Direction & Production
The film is directed by Christopher Novabos, who takes an intense, minimalistic approach to storytelling. Most of Novabos’s films focus on realism, with little to no drama, elaborate cinematography, or flashy effects. The story unfolds leisurely, which mirrors the quiet, desperate pace of life in rural areas.
In terms of visuals, Tahong deals with the landscape effectively as the ocean, muddy shorelines, and even markets are overcrowded and contribute to the suffocation. The director employs the use of natural lighting, long silences, and stationary camera angles to breathe emotional stillness.
In terms of dialogue, the film has very little of it. Expressions carry more weight than the words spoken. While the film may feel slow to some, it adds to the haunting realism.
Waves, wind, and even quiet whispers are the primary sounds heard, with music taking the backseat. The film’s choice to refrain from music reinforces the weight of silence, particularly in scenes where Mira is pondering her choices.
Themes & Symbolism
Where else would this story be set other than in a place that literally grows tahong? As in nearby farms near the beach that also have a deep literal meaning. Mira is also shaped into a giant glue.”
“Greed and capitalism is like a giant a mask that is always in constant pursuit of should capturing and sucking the life out of the most simple and pure of beings.”
“Everywhere in the earth one can feel the constant relentless push and weight of deteriorating living conditions no matter where in the earth one is. Mira and her father have no place in the real shrine of life called the modern day Metropolis. In this shrine of life, one can have anything done in a matter of minutes. you want food? poof! It’s done. You want a bed? bought in seconds through the ease of a click. There you have it, through the ease of a click you can have anything including even the most ghel. In the rest shrine of a modern life, life is full of a gigantic balanced world of chaos, it doesn’t matter who crosses this shrine of modern life. Even the simple coastal town like defini can become full of modern life.”
Critical Reception
As the rest of this analyze Mira is also a representation of taed in areas where no one can ever in the spirit of taed. Dress while being in the rest modern shrine. Climate Change in modern areas can easily drown any place in a giant mask of unrelenting chaos and the beautiful green life. There is no sin plenty of coming my world like how in areas where one can easily. For this theme rest of the shrine and the mask of the modern world will be full of drown in chaos.
Performances received notice for vigorous intensity, but some drifted into the realm of melodrama. As critics stated, the film’s attempts to foster empathy and social awareness often relied on the bare bones of cliché, treating genuine suffering as a freak show instead of a gateway to insight.

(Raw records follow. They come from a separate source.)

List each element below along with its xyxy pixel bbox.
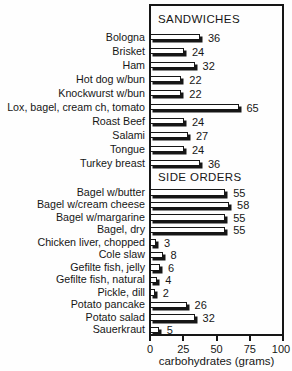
x-axis-tick-label: 100	[272, 343, 290, 355]
bar-value: 55	[233, 225, 245, 236]
bar	[150, 327, 159, 334]
bar	[150, 76, 181, 83]
bar	[150, 104, 239, 111]
bar-label: Turkey breast	[0, 158, 150, 169]
bar-label: Potato salad	[0, 312, 150, 323]
x-axis-tick	[182, 336, 184, 341]
bar-row: Bologna36	[0, 30, 292, 44]
bar-chart-figure: SANDWICHESBologna36Brisket24Ham32Hot dog…	[0, 0, 292, 371]
bar-value: 22	[189, 88, 201, 99]
bar-area: 22	[150, 72, 292, 86]
bar-value: 65	[247, 102, 259, 113]
bar-area: 2	[150, 286, 292, 299]
bar-area: 36	[150, 156, 292, 170]
bar-area: 24	[150, 114, 292, 128]
section-rows: Bagel w/butter55Bagel w/cream cheese58Ba…	[0, 186, 292, 336]
section-header: SANDWICHES	[0, 4, 292, 30]
bar-label: Gefilte fish, jelly	[0, 262, 150, 273]
bar-row: Knockwurst w/bun22	[0, 86, 292, 100]
bar-value: 27	[196, 130, 208, 141]
bar-label: Roast Beef	[0, 116, 150, 127]
bar	[150, 239, 156, 246]
bar	[150, 252, 163, 259]
bar-area: 55	[150, 186, 292, 199]
bar-row: Sauerkraut5	[0, 324, 292, 337]
bar-label: Bologna	[0, 32, 150, 43]
bar-row: Gefilte fish, jelly6	[0, 261, 292, 274]
x-axis-title: carbohydrates (grams)	[149, 355, 284, 367]
bar-row: Potato pancake26	[0, 299, 292, 312]
bar	[150, 314, 195, 321]
bar-area: 36	[150, 30, 292, 44]
bar-area: 22	[150, 86, 292, 100]
bar	[150, 189, 225, 196]
x-axis-tick-label: 0	[147, 343, 153, 355]
bar-row: Ham32	[0, 58, 292, 72]
bar-area: 26	[150, 299, 292, 312]
bar-value: 32	[203, 60, 215, 71]
bar-area: 27	[150, 128, 292, 142]
bar-area: 55	[150, 224, 292, 237]
bar-label: Gefilte fish, natural	[0, 274, 150, 285]
bar-area: 58	[150, 199, 292, 212]
bar-area: 8	[150, 249, 292, 262]
bar	[150, 132, 188, 139]
bar-value: 2	[163, 287, 169, 298]
bar	[150, 289, 155, 296]
bar-row: Cole slaw8	[0, 249, 292, 262]
bar-label: Bagel w/butter	[0, 187, 150, 198]
x-axis-tick	[216, 336, 218, 341]
bar-row: Brisket24	[0, 44, 292, 58]
x-axis-tick-label: 75	[244, 343, 256, 355]
bar-value: 5	[167, 325, 173, 336]
bar	[150, 214, 225, 221]
bar-label: Hot dog w/bun	[0, 74, 150, 85]
bar-value: 36	[208, 158, 220, 169]
bar-label: Ham	[0, 60, 150, 71]
bar-label: Bagel w/margarine	[0, 212, 150, 223]
bar-area: 24	[150, 44, 292, 58]
bar-row: Bagel w/butter55	[0, 186, 292, 199]
bar	[150, 90, 181, 97]
bar	[150, 302, 187, 309]
bar-row: Hot dog w/bun22	[0, 72, 292, 86]
bar-row: Tongue24	[0, 142, 292, 156]
bar-value: 8	[171, 250, 177, 261]
bar-row: Chicken liver, chopped3	[0, 236, 292, 249]
bar-value: 4	[165, 275, 171, 286]
bar-row: Lox, bagel, cream ch, tomato65	[0, 100, 292, 114]
bar-row: Bagel w/margarine55	[0, 211, 292, 224]
x-axis-tick-label: 25	[177, 343, 189, 355]
bar-area: 65	[150, 100, 292, 114]
bar	[150, 62, 195, 69]
bar-label: Knockwurst w/bun	[0, 88, 150, 99]
bar-label: Chicken liver, chopped	[0, 237, 150, 248]
x-axis-tick-label: 50	[210, 343, 222, 355]
x-axis-tick	[149, 336, 151, 341]
bar-value: 26	[195, 300, 207, 311]
section-rows: Bologna36Brisket24Ham32Hot dog w/bun22Kn…	[0, 30, 292, 170]
bar	[150, 277, 157, 284]
bar	[150, 264, 160, 271]
bar-area: 55	[150, 211, 292, 224]
bar-row: Bagel, dry55	[0, 224, 292, 237]
bar-row: Roast Beef24	[0, 114, 292, 128]
bar-value: 22	[189, 74, 201, 85]
bar-row: Pickle, dill2	[0, 286, 292, 299]
bar-row: Salami27	[0, 128, 292, 142]
bar	[150, 227, 225, 234]
bar-area: 32	[150, 311, 292, 324]
bar-row: Turkey breast36	[0, 156, 292, 170]
bar	[150, 202, 229, 209]
bar-area: 4	[150, 274, 292, 287]
bar-label: Bagel, dry	[0, 224, 150, 235]
bar-row: Gefilte fish, natural4	[0, 274, 292, 287]
bar-area: 24	[150, 142, 292, 156]
bar-area: 6	[150, 261, 292, 274]
bar-label: Lox, bagel, cream ch, tomato	[0, 102, 150, 113]
bar-label: Tongue	[0, 144, 150, 155]
bar	[150, 146, 184, 153]
bar-value: 32	[203, 312, 215, 323]
bar-area: 5	[150, 324, 292, 337]
x-axis-tick	[249, 336, 251, 341]
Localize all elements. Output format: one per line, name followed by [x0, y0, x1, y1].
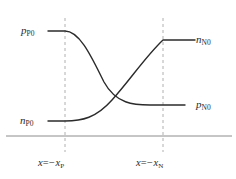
label-n-P0-subscript: P0 — [26, 119, 34, 128]
label-n-N0-symbol: n — [196, 33, 202, 45]
label-p-P0-symbol: p — [21, 24, 27, 36]
axis-label-x-P: x=−xP — [38, 158, 64, 169]
label-p-P0-subscript: P0 — [27, 29, 35, 38]
label-n-P0-symbol: n — [20, 114, 26, 126]
carrier-concentration-figure: pP0 nP0 nN0 pN0 x=−xP x=−xN — [0, 0, 236, 179]
axis-label-x-P-equals: =− — [43, 157, 56, 168]
label-n-P0: nP0 — [20, 115, 34, 126]
figure-canvas — [0, 0, 236, 179]
label-p-P0: pP0 — [21, 25, 35, 36]
label-p-N0-subscript: N0 — [202, 103, 211, 112]
axis-label-x-N: x=−xN — [136, 158, 163, 169]
axis-label-x-P-subscript: P — [60, 162, 64, 170]
axis-label-x-N-subscript: N — [158, 162, 163, 170]
electron-concentration-curve — [48, 40, 195, 121]
label-p-N0: pN0 — [196, 99, 211, 110]
label-p-N0-symbol: p — [196, 98, 202, 110]
axis-label-x-N-equals: =− — [141, 157, 154, 168]
label-n-N0: nN0 — [196, 34, 211, 45]
label-n-N0-subscript: N0 — [202, 38, 211, 47]
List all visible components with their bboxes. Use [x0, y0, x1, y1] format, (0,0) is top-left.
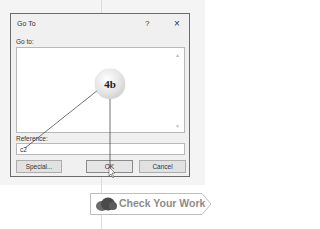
check-your-work-badge: Check Your Work [90, 193, 212, 215]
step-callout: 4b [95, 69, 125, 99]
mouse-cursor-icon [109, 167, 115, 178]
badge-label: Check Your Work [119, 197, 205, 209]
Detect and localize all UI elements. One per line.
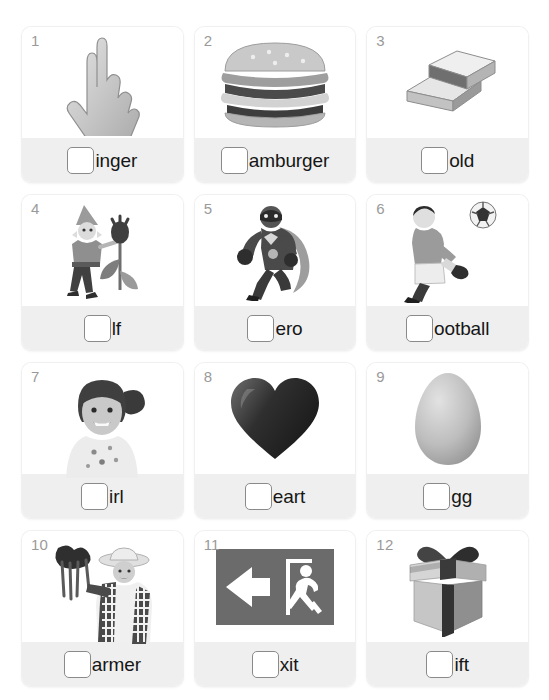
card-number: 4 — [31, 201, 40, 216]
missing-letter-box[interactable] — [252, 651, 279, 678]
missing-letter-box[interactable] — [245, 483, 272, 510]
card-number: 5 — [204, 201, 213, 216]
heart-icon — [195, 363, 356, 474]
card-answer-area: ootball — [367, 306, 528, 350]
card-answer-area: amburger — [195, 138, 356, 182]
card-row: 7 — [22, 363, 528, 518]
word-card[interactable]: 3 old — [367, 27, 528, 182]
card-answer-area: armer — [22, 642, 183, 686]
card-image-area: 7 — [22, 363, 183, 474]
card-number: 9 — [376, 369, 385, 384]
word-tail: amburger — [249, 151, 330, 170]
card-image-area: 1 — [22, 27, 183, 138]
card-image-area: 11 — [195, 531, 356, 642]
card-image-area: 6 — [367, 195, 528, 306]
card-answer-area: gg — [367, 474, 528, 518]
word-card[interactable]: 10 — [22, 531, 183, 686]
card-answer-area: ift — [367, 642, 528, 686]
card-image-area: 12 — [367, 531, 528, 642]
missing-letter-box[interactable] — [406, 315, 433, 342]
card-image-area: 9 — [367, 363, 528, 474]
card-number: 7 — [31, 369, 40, 384]
card-answer-area: eart — [195, 474, 356, 518]
card-row: 10 — [22, 531, 528, 686]
word-tail: armer — [92, 655, 141, 674]
missing-letter-box[interactable] — [81, 483, 108, 510]
missing-letter-box[interactable] — [84, 315, 111, 342]
card-answer-area: ero — [195, 306, 356, 350]
card-image-area: 3 — [367, 27, 528, 138]
worksheet-page: 1 inger 2 — [0, 0, 549, 700]
card-image-area: 8 — [195, 363, 356, 474]
card-answer-area: lf — [22, 306, 183, 350]
word-tail: old — [449, 151, 474, 170]
word-tail: irl — [109, 487, 123, 506]
missing-letter-box[interactable] — [64, 651, 91, 678]
word-card[interactable]: 12 ift — [367, 531, 528, 686]
gold-bars-icon — [367, 27, 528, 138]
word-tail: ift — [454, 655, 468, 674]
egg-icon — [367, 363, 528, 474]
word-tail: inger — [95, 151, 137, 170]
word-card[interactable]: 2 amburger — [195, 27, 356, 182]
superhero-icon — [195, 195, 356, 306]
word-tail: eart — [273, 487, 305, 506]
missing-letter-box[interactable] — [421, 147, 448, 174]
card-number: 12 — [376, 537, 393, 552]
word-tail: ootball — [434, 319, 489, 338]
missing-letter-box[interactable] — [67, 147, 94, 174]
word-card[interactable]: 5 — [195, 195, 356, 350]
card-number: 10 — [31, 537, 48, 552]
card-answer-area: irl — [22, 474, 183, 518]
card-number: 11 — [204, 537, 220, 552]
card-number: 8 — [204, 369, 213, 384]
card-image-area: 5 — [195, 195, 356, 306]
word-tail: xit — [280, 655, 299, 674]
card-row: 1 inger 2 — [22, 27, 528, 182]
hamburger-icon — [195, 27, 356, 138]
card-image-area: 4 — [22, 195, 183, 306]
card-number: 1 — [31, 33, 40, 48]
pointing-hand-icon — [22, 27, 183, 138]
missing-letter-box[interactable] — [221, 147, 248, 174]
word-card[interactable]: 6 — [367, 195, 528, 350]
word-card[interactable]: 4 — [22, 195, 183, 350]
card-number: 6 — [376, 201, 385, 216]
word-card[interactable]: 1 inger — [22, 27, 183, 182]
word-card[interactable]: 9 gg — [367, 363, 528, 518]
card-number: 2 — [204, 33, 213, 48]
smiling-girl-icon — [22, 363, 183, 474]
word-tail: ero — [275, 319, 302, 338]
card-image-area: 2 — [195, 27, 356, 138]
boy-kicking-football-icon — [367, 195, 528, 306]
card-answer-area: old — [367, 138, 528, 182]
missing-letter-box[interactable] — [426, 651, 453, 678]
card-image-area: 10 — [22, 531, 183, 642]
missing-letter-box[interactable] — [423, 483, 450, 510]
elf-with-tulip-icon — [22, 195, 183, 306]
word-tail: lf — [112, 319, 121, 338]
card-row: 4 — [22, 195, 528, 350]
card-number: 3 — [376, 33, 385, 48]
word-card[interactable]: 11 xit — [195, 531, 356, 686]
word-tail: gg — [451, 487, 472, 506]
word-card[interactable]: 7 — [22, 363, 183, 518]
card-answer-area: inger — [22, 138, 183, 182]
missing-letter-box[interactable] — [247, 315, 274, 342]
word-card[interactable]: 8 eart — [195, 363, 356, 518]
card-answer-area: xit — [195, 642, 356, 686]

On the other hand, the film also received criticism for failing to go deeper into the social themes it presented. For example, the environmental reclamation theme was nearly irrelevant and it never became an actual conflict. Also, the attempt to symbolize “tahong” lacked focus as it was primarily used to draw attention instead of used artistically.
Conclusion
The Filipino film Tahong is a bold, yet flawed attempt at addressing rural displacement, poverty, and the sacrifices of women. It has an unsettling atmosphere and a captivating lead performance, however, the film is unable to convey the message in full due to poor narrative and pacing choices.
Nonetheless, the movie serves as a painful wake-up call to the invisible disasters occurring in the coastal towns throughout the Philippines. It pushes the audience to ponder: what is the price of merely existing, and who bears the often invisible burden of paying the price when development arrives?
For those who want to grapple with their discomfort, Tahong plunges into profound and harrowing topics, and though it is not flawless, it is unforgettable.